To many, Sebastian Thrun is known as the "Godfather of Self-Driving Cars," but he thinks that is a little overstated. "That's an exaggeration, there are so many people who deserve credit," Thrun said at the beginning of his on-stage interview at last year's TechCrunch Disrupt conference. Godfather or not, he also announced that his online education startup Udacity was launching a self-driving car engineering nanodegree program, which would at least secure him a spot on the Mount Rushmore of autonomous vehicle visionaries.
At this year’s Disrupt event, Thrun admitted that he thought maybe 20 people would be interested in the self-driving course. Instead, he told the audience, almost 50,000 people applied. The interest was so high that he announced Udacity’s new Intro to Self-Driving Cars nanodegree program on Tuesday.
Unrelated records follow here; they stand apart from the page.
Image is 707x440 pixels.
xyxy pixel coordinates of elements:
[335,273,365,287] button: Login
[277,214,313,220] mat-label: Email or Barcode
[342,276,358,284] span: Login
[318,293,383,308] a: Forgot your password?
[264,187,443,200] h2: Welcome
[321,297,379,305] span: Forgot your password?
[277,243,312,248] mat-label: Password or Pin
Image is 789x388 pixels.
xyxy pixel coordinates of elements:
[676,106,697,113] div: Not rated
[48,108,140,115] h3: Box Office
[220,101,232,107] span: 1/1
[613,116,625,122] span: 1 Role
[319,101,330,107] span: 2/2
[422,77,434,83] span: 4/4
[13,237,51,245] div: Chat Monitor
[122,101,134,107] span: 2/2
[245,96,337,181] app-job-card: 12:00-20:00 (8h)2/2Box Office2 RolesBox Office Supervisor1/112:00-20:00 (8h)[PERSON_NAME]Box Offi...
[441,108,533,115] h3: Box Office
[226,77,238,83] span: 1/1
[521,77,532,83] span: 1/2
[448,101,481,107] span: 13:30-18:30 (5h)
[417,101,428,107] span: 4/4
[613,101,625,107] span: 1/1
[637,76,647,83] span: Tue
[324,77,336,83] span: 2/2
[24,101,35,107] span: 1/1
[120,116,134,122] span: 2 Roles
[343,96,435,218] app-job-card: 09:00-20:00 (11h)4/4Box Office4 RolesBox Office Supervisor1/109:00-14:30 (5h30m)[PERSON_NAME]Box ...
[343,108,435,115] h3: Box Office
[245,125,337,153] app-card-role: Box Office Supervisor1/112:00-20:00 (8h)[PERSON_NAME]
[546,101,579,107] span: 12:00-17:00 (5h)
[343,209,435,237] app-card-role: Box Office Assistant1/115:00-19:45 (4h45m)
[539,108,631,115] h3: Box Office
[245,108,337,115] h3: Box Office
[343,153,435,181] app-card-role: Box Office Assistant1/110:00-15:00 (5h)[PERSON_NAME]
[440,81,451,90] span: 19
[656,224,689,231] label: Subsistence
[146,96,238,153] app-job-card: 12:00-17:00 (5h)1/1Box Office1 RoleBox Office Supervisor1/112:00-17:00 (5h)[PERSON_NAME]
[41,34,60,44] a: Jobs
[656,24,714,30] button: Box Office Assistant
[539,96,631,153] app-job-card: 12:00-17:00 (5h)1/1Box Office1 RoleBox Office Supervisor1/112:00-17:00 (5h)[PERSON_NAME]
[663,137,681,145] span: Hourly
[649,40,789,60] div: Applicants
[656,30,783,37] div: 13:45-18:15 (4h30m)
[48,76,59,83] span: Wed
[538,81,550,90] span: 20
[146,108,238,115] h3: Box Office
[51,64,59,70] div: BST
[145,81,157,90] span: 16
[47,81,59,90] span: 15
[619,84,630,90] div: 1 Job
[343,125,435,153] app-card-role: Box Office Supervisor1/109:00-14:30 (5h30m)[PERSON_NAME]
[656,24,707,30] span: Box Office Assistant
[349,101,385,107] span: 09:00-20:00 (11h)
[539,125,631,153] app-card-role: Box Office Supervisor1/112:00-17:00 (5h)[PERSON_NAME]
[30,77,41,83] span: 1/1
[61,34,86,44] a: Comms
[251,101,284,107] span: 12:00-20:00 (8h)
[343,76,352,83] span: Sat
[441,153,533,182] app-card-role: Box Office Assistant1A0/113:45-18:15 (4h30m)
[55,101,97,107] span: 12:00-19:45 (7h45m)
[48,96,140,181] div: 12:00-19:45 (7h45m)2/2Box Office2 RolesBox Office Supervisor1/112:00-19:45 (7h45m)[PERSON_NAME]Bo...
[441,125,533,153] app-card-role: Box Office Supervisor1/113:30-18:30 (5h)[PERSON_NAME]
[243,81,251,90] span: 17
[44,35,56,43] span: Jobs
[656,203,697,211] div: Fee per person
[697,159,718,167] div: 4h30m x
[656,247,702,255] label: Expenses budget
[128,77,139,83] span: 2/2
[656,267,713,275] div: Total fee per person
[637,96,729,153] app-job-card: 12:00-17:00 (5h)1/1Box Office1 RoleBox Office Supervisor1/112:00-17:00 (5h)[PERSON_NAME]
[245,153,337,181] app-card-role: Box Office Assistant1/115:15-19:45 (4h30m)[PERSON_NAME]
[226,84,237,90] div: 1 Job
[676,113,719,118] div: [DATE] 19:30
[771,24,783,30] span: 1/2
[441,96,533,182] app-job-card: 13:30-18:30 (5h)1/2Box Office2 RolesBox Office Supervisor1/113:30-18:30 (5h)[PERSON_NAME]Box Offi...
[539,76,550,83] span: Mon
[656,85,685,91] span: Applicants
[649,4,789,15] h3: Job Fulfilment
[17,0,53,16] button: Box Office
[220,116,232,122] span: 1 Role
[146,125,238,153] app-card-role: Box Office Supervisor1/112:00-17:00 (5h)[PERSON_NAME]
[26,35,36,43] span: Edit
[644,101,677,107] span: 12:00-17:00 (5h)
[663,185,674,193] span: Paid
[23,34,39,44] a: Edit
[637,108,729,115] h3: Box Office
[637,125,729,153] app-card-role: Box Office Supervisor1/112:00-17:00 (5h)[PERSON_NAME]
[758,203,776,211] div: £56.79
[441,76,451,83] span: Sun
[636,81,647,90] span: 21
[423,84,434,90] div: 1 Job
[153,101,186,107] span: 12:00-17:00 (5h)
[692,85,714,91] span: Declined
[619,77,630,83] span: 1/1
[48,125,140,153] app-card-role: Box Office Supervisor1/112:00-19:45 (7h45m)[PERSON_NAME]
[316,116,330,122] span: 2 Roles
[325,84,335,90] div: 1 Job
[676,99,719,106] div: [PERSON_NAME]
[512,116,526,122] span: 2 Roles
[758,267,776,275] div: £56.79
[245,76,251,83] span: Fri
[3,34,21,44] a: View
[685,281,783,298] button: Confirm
Yet the Godfather of Self-Driving Cars is already looking beyond roads and into the sky. According to Thrun, the next "Next Big Thing" is the flying car. "It's completely crazy, no one in the world believes in it," he said. "But I believe it."
Thrun believes it so much that Udacity also launched a Flying Car Nanodegree Program on the same day, offering people all over the world the opportunity to be on the front line of what is possibly the future for both the automotive and aviation industries.
“There’s so much activity now in the drone space, that we just felt we should teach crazy sh-t, stuff no one else teaches, so that anyone who wants to have a job in this space is ready when the jobs come,” Thrun explained.
In addition to founding Udacity, Thrun is also the CEO of Kitty Hawk, which earlier this year showed off its entry into the "flying car" race, the Flyer. Of course, as many people pointed out, the Flyer is not a flying car. Not even close. Instead, it's like a jet ski that you can ride above water, or a "flying motorcycle," as Thrun elaborated on Tuesday. He expects the Flyer to be ready in February, and he called riding it the "funnest" experience of his life. "I've flown it and I'm still alive," he joked.
Other than what we know of the Flyer, Thrun said the company is operating “mostly in stealth mode,” before confirming that Kitty Hawk’s vision is far greater than just a flying motorcycle.
“Self-driving cars are very hot right now, but three years ago no one cared about them. Three years from now, flying cars will be very hot and they will disrupt the self-driving car. At Kitty Hawk, we’re trying to invent this.”
Thrun cited the effort of Amazon and other companies to make delivery drones a part of our daily routines. He understands that a lot of work needs to be done in putting "tens of thousands of things in the air at the same time," but he thinks it's ridiculous that people have accepted the frustrations of traffic jams when the sky is wide open.
“The vision of the company is that we should fly every day. There’s no reason why we should be stuck in traffic anymore when we can fly,” Thrun insisted. “The air is so free of stuff and is so unused compared to the ground… it has to happen, in my opinion.”
But what about Elon Musk’s insistence that the future of travel is not in the air, but instead underground? Thrun believes we should try everything, but what makes Musk’s Boring Company problematic is infrastructure costs. “Digging tunnels is expensive,” Thrun said.
“I’m not a fan of the California high-speed rail. I think it’s a big mistake for the state and country," he continued. "The reason is we have a phenomenally great mass transit system between Los Angeles and San Francisco called airplanes. They work very well, they’re more energy-efficient, they’re safer than rail, there’s no infrastructure required — I have no clue why we move backwards in this state as opposed to forward.”
One of the biggest advantages of flying cars and ride-sharing aviation, at least according to the companies pushing the concept, is that it would save everyone so much time. They also claim it won’t cost much more than most Uber or Lyft car trips. Thrun agrees and imagines a world in which anyone, and not just a Silicon Valley billionaire with a private jet, can go from Palo Alto to San Francisco in 10 minutes.
There are, of course, disadvantages and limitations, which is why it would seem that we're still a decade away from flying cars (if they ever arrive at all). Not true, said Thrun. He believes we're two years away. He's nothing if not ambitious, as evident by his Tomorrowland dreaming.
“I love thinking about the world as a playground where almost anything interesting has not been invented yet. If I ask myself how we will look in the future, I can’t envision a future where we still have highways stuffed with cars. I envision a future where you hop on your thing, you go in the air, fly somewhere in a straight line, and you’re safer than on the ground. You’re faster, you’re cheaper. I envision a future where Amazon delivers my food through the air within five minutes, from the restaurant to maybe my dining table.”
That begs the question of what happens to all of the jobs Thrun’s future would eliminate, but maybe that will be part of Udacity’s 2018 announcement.